Our very first day in London, we went directly to my favorite bookstore in the city. If we hadn’t, I’d just be counting the minutes until I did. Beatrice understood completely. Hatchards, founded in 1797, is the oldest bookshop in London, just off Piccadilly Circus. It’s the official bookstore to the royal family; it actually feels like a bit of a privilege to shop there. A wooden staircase, buffed by age, winds up multiple floors, past displays featuring an idiosyncratic selection of literary fiction and stubbornly British subjects of concern. There is no café.
Beatrice, her undereyes mauve with fatigue, was nonetheless stirred awake by the store’s bounty of Blyton. She pored over her options, plucking titles from the shelves into hopeful towers on the floor. The Hatchards salesperson kept giving us additional shopping bags and gold paper bookmarks as if we would somehow dematerialize if not adequately rewarded for our patronage. While there, I picked up the Patrick Melrose series, published here individually with muted pastel covers that telegraphed the melancholy contents within.
Beatrice had her books and I had mine. The first Patrick Melrose book, Never Mind, takes place over the course of a day in the life of a five-year-old boy from an aristocratic family: his mother, a drug-addled narcissist; his father, a sadist. The boy Patrick meanders about the family house in Provence, neglected by the adults who are supposed to care for him. When he is summoned by his father and sexually abused—a heartbreaker of a scene told entirely from the child’s bewildered perspective—it’s the most parental attention he ever gets.
Reading this on the train, I immediately choked up, and as our train pulled into our station I found it hard to make any sound, never mind the customary maternal chatter or parental exhortation. Beatrice was across from me, though far off in a very different corner of English literature with Blyton’s St. Clare’s series.
“Ack, our stop!” she cried in mild panic, looking up from her book as if at any moment the world outside could slip from her grasp. “I was at the best part!” She didn’t have time to see my tears before they were wiped away. Certain stories children are not prepared to hear. Sometimes adults aren’t either.
You would think that as we age, tales of other people’s suffering wouldn’t tug at us so insistently. In fact, the opposite can be true. The triggers are more numerous and more readily accessed, the losses felt more acutely. When you read about an injured child or an ignored brother or an estranged parent, you can more easily intuit their pain. Nostalgia goes from being a light feeling of déjà vu to something more primal and raw. The span of history constricts as decades-old horrors no longer seem quite so distant.When I was growing up, the Holocaust felt like ancient history; now it seems to have taken place yesterday.

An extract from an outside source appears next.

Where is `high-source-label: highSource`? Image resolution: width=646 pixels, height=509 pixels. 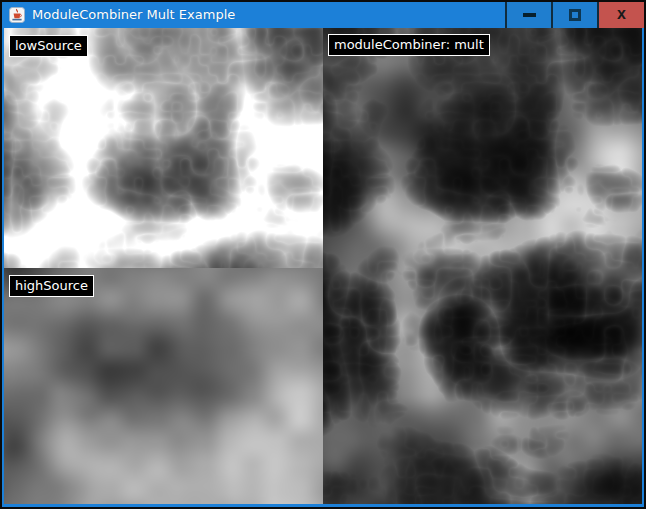
high-source-label: highSource is located at coordinates (52, 286).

The greater stakes can make every tragic plot turn ever more real and painful. In the second volume of the Melrose series, Bad News, Patrick is in his twenties and addicted to heroin. One very long night, while bingeing on an appalling mixture of substances, he receives a message from home that his estranged father, the man who tormented him throughout his childhood, has died. The bad news of the title is multifold: a father has died, a son has been nearly destroyed, their relationship has been poisonous from beginning to end, any possibility of reconciliation ruined.